Step 2: Installation

  1. Extract the housing resource to your resources folder
  2. Import the SQL file into your database
  3. Add the ensure line to server.cfg — after your framework and database resources
  4. Configure config.lua — set framework type (or enable auto-detection), define default property prices, configure furniture catalog, and set maximum properties per player

Step 3: Adding Properties

Depending on the script:

  • Config-based — Add property coordinates to the config file manually
  • In-game admin — Use an admin command to register new property doors at your current location (much easier)

Step 4: Shell Setup

Shells are usually included as .ydr files streamed via a fxmanifest.lua. Ensure the shell models load correctly by checking for any streaming errors in the F8 console.
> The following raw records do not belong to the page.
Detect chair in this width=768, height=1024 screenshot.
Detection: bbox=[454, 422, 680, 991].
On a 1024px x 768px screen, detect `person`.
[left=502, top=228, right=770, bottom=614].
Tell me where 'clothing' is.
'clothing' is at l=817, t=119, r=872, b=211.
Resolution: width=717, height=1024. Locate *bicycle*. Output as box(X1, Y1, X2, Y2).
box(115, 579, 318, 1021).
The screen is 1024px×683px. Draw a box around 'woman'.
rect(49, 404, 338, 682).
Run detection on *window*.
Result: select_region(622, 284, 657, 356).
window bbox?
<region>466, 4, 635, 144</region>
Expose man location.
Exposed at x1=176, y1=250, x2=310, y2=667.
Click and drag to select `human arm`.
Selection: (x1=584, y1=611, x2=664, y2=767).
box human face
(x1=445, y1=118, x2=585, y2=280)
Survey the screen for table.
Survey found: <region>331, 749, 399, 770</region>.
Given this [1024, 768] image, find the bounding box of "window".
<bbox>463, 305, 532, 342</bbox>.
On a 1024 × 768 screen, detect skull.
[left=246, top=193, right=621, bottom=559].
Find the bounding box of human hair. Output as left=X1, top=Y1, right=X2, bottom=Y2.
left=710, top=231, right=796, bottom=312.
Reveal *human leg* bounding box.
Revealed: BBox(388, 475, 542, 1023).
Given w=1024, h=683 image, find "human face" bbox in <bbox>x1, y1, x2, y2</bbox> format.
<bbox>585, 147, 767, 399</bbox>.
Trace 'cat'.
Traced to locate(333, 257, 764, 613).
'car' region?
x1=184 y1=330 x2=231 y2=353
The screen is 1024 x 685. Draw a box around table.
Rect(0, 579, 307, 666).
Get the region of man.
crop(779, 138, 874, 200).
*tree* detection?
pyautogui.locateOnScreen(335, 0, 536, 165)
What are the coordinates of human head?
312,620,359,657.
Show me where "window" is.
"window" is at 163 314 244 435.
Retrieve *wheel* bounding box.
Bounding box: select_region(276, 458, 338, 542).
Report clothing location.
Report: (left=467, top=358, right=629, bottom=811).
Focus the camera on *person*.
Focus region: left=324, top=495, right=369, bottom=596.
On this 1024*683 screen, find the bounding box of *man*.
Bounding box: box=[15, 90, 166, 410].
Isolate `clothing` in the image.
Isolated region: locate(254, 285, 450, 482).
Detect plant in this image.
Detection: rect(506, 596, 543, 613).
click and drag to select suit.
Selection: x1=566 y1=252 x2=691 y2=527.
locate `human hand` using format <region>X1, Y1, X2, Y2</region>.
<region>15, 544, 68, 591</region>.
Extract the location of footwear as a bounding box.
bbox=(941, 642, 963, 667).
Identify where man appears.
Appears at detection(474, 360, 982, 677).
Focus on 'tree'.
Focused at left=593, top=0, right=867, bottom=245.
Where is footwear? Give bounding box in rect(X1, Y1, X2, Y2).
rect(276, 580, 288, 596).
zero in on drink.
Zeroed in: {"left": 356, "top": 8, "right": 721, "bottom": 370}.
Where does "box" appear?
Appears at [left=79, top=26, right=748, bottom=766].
Performance Considerations

Housing scripts can be performance-sensitive because they involve:

  • Prop streaming — Furniture items are custom props that need to be streamed
  • Database queries — Loading property data, furniture layouts, and stash contents
  • Zone detection — Checking if players are near a property door

Tips to keep performance high:

  1. Limit furniture items per property — Cap at 50-100 items to prevent excessive prop streaming
  2. Use server-side caching — Load property data once and cache it in memory, not on every door interaction
  3. Lazy-load shells — Only stream the shell model when a player enters the property
  4. Optimize SQL — Index your property table by owner and coords for fast lookups
  5. Avoid tick loops for doors — Use target interactions (qb-target / ox_target) instead of DrawMarker loops

A well-optimized housing script should run at 0.00-0.02ms on resmon when idle and briefly spike to 0.1-0.3ms during property entry/exit.


House Robbery Integration

Many servers pair their housing script with a house robbery script (another popular search). This allows criminal players to:

  • Lockpick property doors
  • Search the house for lootable items
  • Trigger alerts to police players
  • Create risk/reward gameplay

If you plan to add house robberies, choose a housing script that exposes an API for checking property ownership and lock state.


Recommendation for 2026

For new servers, we recommend starting with a premium housing script that includes:

  • Built-in furniture placement
  • At least 5 shell models
  • Auto framework detection (ESX / QBCore / QBOX)
  • In-game admin property placement
  • Database-backed persistence

This gives your players a complete housing experience from day one without needing to cobble together multiple scripts.